5 Matching Annotations
  1. Last 7 days
    1. Both Mars trilogies, then, stage the conflict between ecologicalconservation and commercial development as a central feature of theirextraterrestrial societies. Bio- or eco-centrism of the kind articulatedby Waterman and Clayborne has been controversial in environmental-ist thought because its valuation of nonhuman nature in and of itselfhas often been accompanied by a more or less thinly veiled antagonismto the human presence, and to willful ignorance of the ways in whichmany supposedly “pristine” landscapes around the globe have in factbeen reshaped by indigenous societies for millennia. The untouchedsurroundings celebrated by deep ecology, so the movement’s critics haveargued, are far more exceptional in reality than ecocentrism alleges, andare often nothing more than a politically pernicious myth that choosesto forget the violent expulsions of indigenous people that often precededthe establishment of “wilderness” reserves. Since Mars does truly confronthumans with an environment that they have never yet have had a chanceto alter in any way, it seems to offer ecocentrism a firmer foothold thanTerran landscapes. In a sense, then, Bova’s and Robinson’s trilogies opena fictional window onto humankind’s last encounter with a truly “other,”not humanly altered, environment—nature in the authentic sense of BillMcKibben’s definition.

      For me, a biocentric ethic should not be misanthropic or deluded about humans being a part of nature and influencing other living beings and the environment. What biocentrism should be doing is critiquing certain human behaviors that do not respect the balance of the webs of life.

    2. Genres such as the novel and the lyrical poem wereoriginally designed to engage with questions of the individual, the fam-ily, and the nation; non-fiction nature writing typically focused on thedetailed exploration of a particular place

      a strange conceit. original design implies that there is some authoritative consensus building strict boundaries of what writers write about and why.

    3. In nature, we are concerned today with a highly syntheticproduct everywhere, an artificial “nature.” Not a hair or acrumb of it is still “natural,” if “natural” means nature being leftto itself. (Risk 81)

      "being left to itself" is too vague. Humans are a part of nature and always will be. There is no separation, therefore it cannot be left to itself. We can identify behaviors that are more or less destructive to individuals and ecosystems thriving, but we can't say nature must just be left to itself.

    4. The question raisedby these critics is not only what modes of representation and what kindof aesthetic might adequately convey an understanding of nature thatreaches beyond conceptions of harmonious, balanced, and cyberneticallyself-regulating ecosystems to a more complex view of dynamic biologicaland ecological processes that often do not produce anything one wouldwant to refer to as harmonious or equilibrated.

      Nature is not external to humanity and it is certainly not harmonious in the sense that everyone gets along, but ecologies function in a way where threads pulls every which way and affect every lifeform. We can prescribe that life is neutral and ecologies being "harmonious" is neutral, but we have to contend with our accountability ot each other and to the suffering of other humans and other species (read: individuals) that we can reasonably perceive as being harmed unnaturally.

    Annotators

  2. Jun 2022
    1. We become kin when we share gifts and can help each other out, just like members of our human family.

      Environmental Ethics through Kimmerer's lens, to me, can overcome issues of human-nature dualism. She writes so beautifully in Braiding Sweetgrass and here about the spiritual grounding that kinship gives us. When we believe humans to be separate from nature or spoilers of nature, we overlook how we are nature, everything is our kin. Much of ecocentric, and especially zoocentric and biocentric ethics fall victim to a Western misanthropy. We can learn a lot from Kimmerer and others.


** REQUIRED WORK **
For this exercise, write out only the lines of the entries below from the one with "has height=399, width=782." up to and including the one with "In order to click", exactly as they are. Pictures stay out.

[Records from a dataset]
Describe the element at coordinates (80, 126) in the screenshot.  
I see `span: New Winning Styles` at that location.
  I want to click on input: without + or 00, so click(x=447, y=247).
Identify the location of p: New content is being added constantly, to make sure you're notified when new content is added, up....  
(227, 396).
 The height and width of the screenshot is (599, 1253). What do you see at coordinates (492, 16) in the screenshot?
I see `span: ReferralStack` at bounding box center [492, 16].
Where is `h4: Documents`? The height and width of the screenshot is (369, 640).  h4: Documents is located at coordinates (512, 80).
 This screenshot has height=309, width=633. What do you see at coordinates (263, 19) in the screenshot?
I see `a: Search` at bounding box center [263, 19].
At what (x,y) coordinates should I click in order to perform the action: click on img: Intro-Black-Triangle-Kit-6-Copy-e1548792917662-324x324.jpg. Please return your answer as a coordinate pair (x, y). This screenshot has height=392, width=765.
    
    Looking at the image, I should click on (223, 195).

* * *

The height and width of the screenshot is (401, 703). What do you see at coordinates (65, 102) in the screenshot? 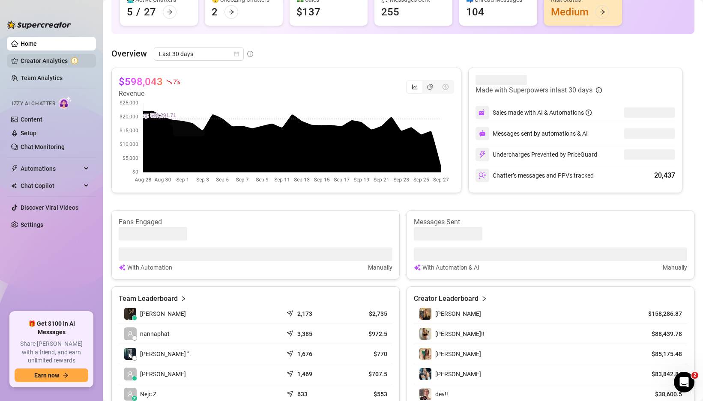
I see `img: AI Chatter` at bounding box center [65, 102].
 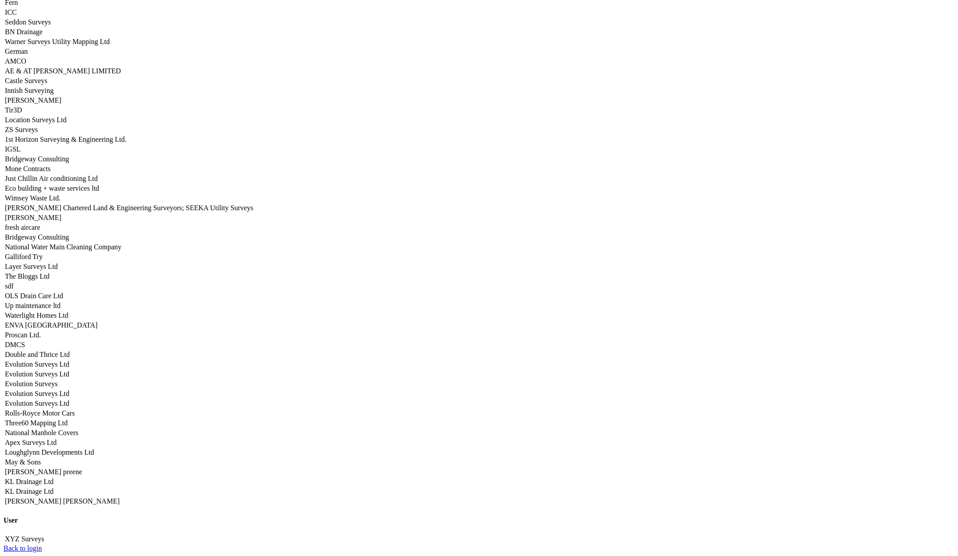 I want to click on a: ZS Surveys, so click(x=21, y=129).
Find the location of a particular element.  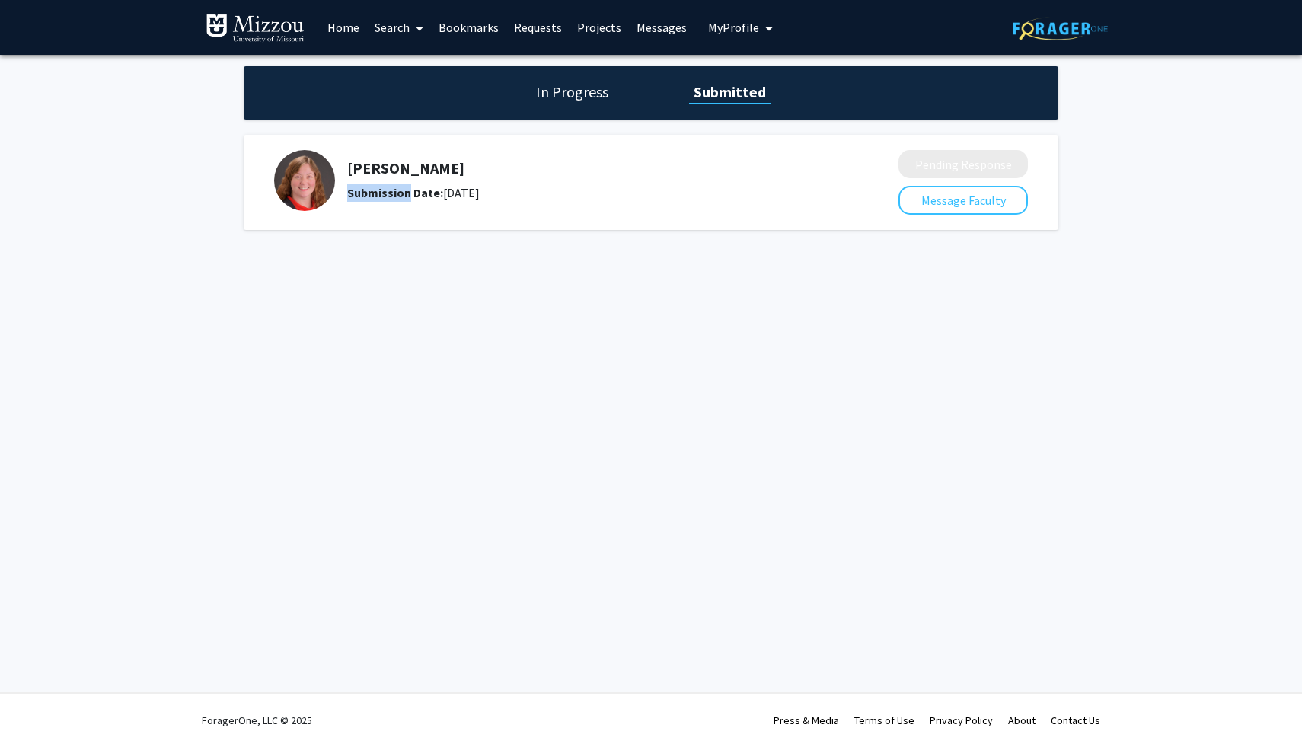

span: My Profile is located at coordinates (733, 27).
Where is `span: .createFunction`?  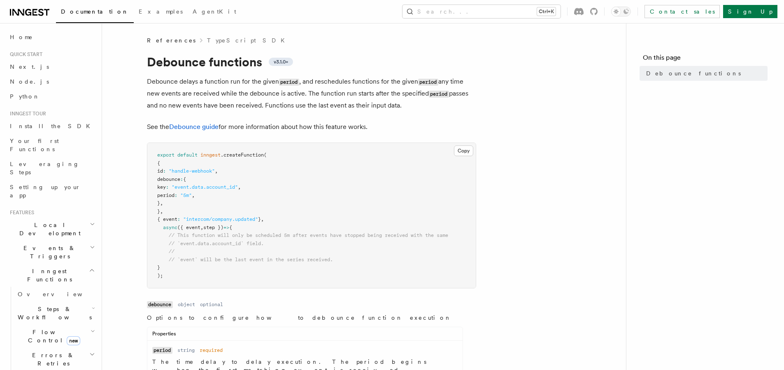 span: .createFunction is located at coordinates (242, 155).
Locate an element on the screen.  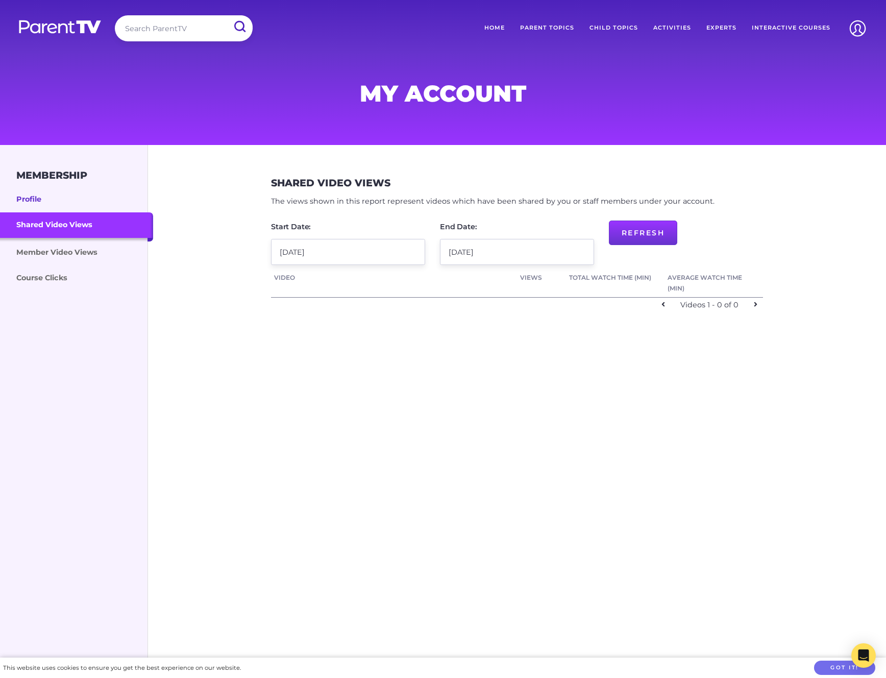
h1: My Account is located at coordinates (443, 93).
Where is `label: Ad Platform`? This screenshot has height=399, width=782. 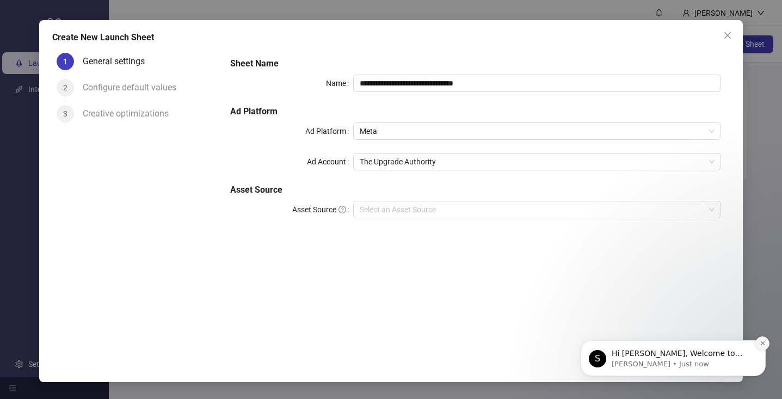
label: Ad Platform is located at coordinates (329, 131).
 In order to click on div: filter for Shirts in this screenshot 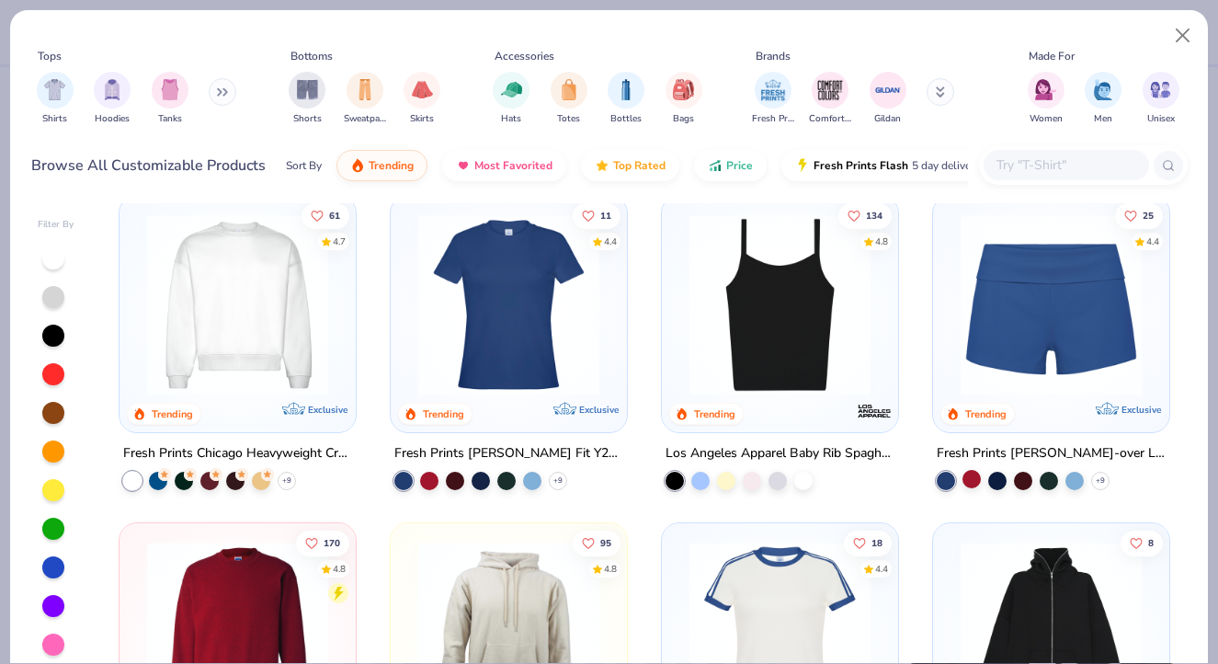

** YOUR SOLUTION **
Where is `label: Ad Platform`? This screenshot has height=399, width=782. 
label: Ad Platform is located at coordinates (329, 131).
 In order to click on div: filter for Shirts in this screenshot 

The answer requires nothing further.